Since this last admission, his story has been the same as before. On recovering from gonorrhea, he was, after being found sane and competent, given freedom of the grounds. He soon left without permission and was found in the hands of the police. Back again on a closed ward he was dissatisfied and with irrefutable arguments pointed out the incongruity of his being assigned to a place among men content to sit all day in silence staring blankly at nothing or who murmured incessantly that their heads were full of gold, radium, and diamonds, that they had no stomachs or intestines, that the Masons were playing on their sexual organs by radio, that they were sickened by the odor of the bells.

It was here, however, that George had to be kept, a perfectly clear minded person, neat, polite, and quick witted, in striking contrast to his fellows, whose lips moved inarticulately as they responded to hallucinatory voices, and some of whom urinated and defecated on themselves, sought to eat dead roaches, etc.

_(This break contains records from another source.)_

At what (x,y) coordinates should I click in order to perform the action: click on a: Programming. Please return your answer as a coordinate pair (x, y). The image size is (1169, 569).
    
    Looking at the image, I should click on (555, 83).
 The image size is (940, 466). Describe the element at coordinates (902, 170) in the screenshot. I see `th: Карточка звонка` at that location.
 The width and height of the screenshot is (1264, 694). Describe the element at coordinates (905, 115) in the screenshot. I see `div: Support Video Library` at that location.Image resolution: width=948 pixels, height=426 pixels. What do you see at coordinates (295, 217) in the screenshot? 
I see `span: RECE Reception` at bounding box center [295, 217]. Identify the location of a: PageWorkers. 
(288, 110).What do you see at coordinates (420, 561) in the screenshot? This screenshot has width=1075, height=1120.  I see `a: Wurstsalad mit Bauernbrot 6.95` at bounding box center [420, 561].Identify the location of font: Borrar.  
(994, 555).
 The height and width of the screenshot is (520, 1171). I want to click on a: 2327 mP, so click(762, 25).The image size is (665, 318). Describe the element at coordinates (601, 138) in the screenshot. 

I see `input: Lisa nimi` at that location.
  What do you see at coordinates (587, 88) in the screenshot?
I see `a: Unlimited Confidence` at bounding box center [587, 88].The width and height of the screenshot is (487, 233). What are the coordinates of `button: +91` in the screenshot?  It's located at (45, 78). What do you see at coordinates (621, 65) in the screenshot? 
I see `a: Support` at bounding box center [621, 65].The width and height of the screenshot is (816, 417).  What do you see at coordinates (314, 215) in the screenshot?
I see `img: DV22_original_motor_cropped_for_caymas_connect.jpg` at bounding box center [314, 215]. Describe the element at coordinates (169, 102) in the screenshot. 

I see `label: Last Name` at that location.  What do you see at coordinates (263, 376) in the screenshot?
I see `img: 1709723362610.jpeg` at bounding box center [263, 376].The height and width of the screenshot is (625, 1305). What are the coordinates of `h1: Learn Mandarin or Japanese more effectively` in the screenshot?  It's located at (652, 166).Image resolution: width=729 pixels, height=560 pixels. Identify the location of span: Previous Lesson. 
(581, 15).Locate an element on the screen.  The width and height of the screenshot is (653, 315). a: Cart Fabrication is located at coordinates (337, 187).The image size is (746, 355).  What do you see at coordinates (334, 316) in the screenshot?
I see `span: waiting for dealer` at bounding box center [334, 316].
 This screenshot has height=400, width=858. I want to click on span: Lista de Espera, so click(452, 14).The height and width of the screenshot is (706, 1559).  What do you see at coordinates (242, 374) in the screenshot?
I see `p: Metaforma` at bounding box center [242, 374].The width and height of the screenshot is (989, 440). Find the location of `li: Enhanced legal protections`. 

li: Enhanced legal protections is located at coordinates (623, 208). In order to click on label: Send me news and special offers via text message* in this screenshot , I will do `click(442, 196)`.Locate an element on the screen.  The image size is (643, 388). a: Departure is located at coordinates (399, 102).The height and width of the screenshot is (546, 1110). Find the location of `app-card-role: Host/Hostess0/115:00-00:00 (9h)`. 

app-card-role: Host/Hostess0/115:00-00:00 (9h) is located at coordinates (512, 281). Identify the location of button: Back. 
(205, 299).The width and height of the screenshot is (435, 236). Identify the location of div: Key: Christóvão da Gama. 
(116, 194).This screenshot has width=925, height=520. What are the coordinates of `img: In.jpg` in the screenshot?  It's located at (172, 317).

This was not, of course, an ideal environment for him. He was, therefore, replaced on the parole ward time after time, only to prove himself, after periods from a few days to a few weeks, unadoptable. When put on the closed ward among better adjusted cases of schizophrenia or dementia paralytica, men who worked on a farm detail or at woodwork, he took advantage of his situation and escaped. During much of his time in the hospital it has therefore been necessary to keep him among the actively disturbed or badly deteriorated cases where supervision is complete and possibilities of escape are limited.

When last heard from, he was again hospitalized. Opportunities are continually offered him to improve his situation. From time to time parole is restored and occasionally his wife takes him home on furlough. Always, however, he causes trouble for himself and others and always for no discernible purpose.

The last news of him was that he violated his parole by leaving the hospital. After sustaining himself by his customary activities for a week or ten days and staying clear of the police, he again came to grief. With the aim evidently of stealing a hen or a few fryers, or perhaps to evade pursuit, he slipped into a Negro farmer’s chicken house. Having brought along a bottle, and perhaps being delayed by needs to avoid detection, he drank injuriously. Next morning he was found in the coop where he had apparently wallowed and groped through the night. Called by the farmer, attendants brought him to the hospital. Here on a closed ward we find him, among helpless and irrational people, subject to the strict control and attention required for those who cannot direct themselves.

Though he left school after completing the eighth grade, he writes letters which would do credit to a college graduate. In these he insists on having his freedom, stating that his difficulties in the past have been minor and that he is ready and thoroughly able to settle down to an exemplary life. He often stresses the fact that his wife and children need his protection and support. His family history is entirely negative. Parents and grandparents were hard working, sober folk, liked and respected in the little rural community where the present generation lives. One sister and three brothers are leading normal lives there today.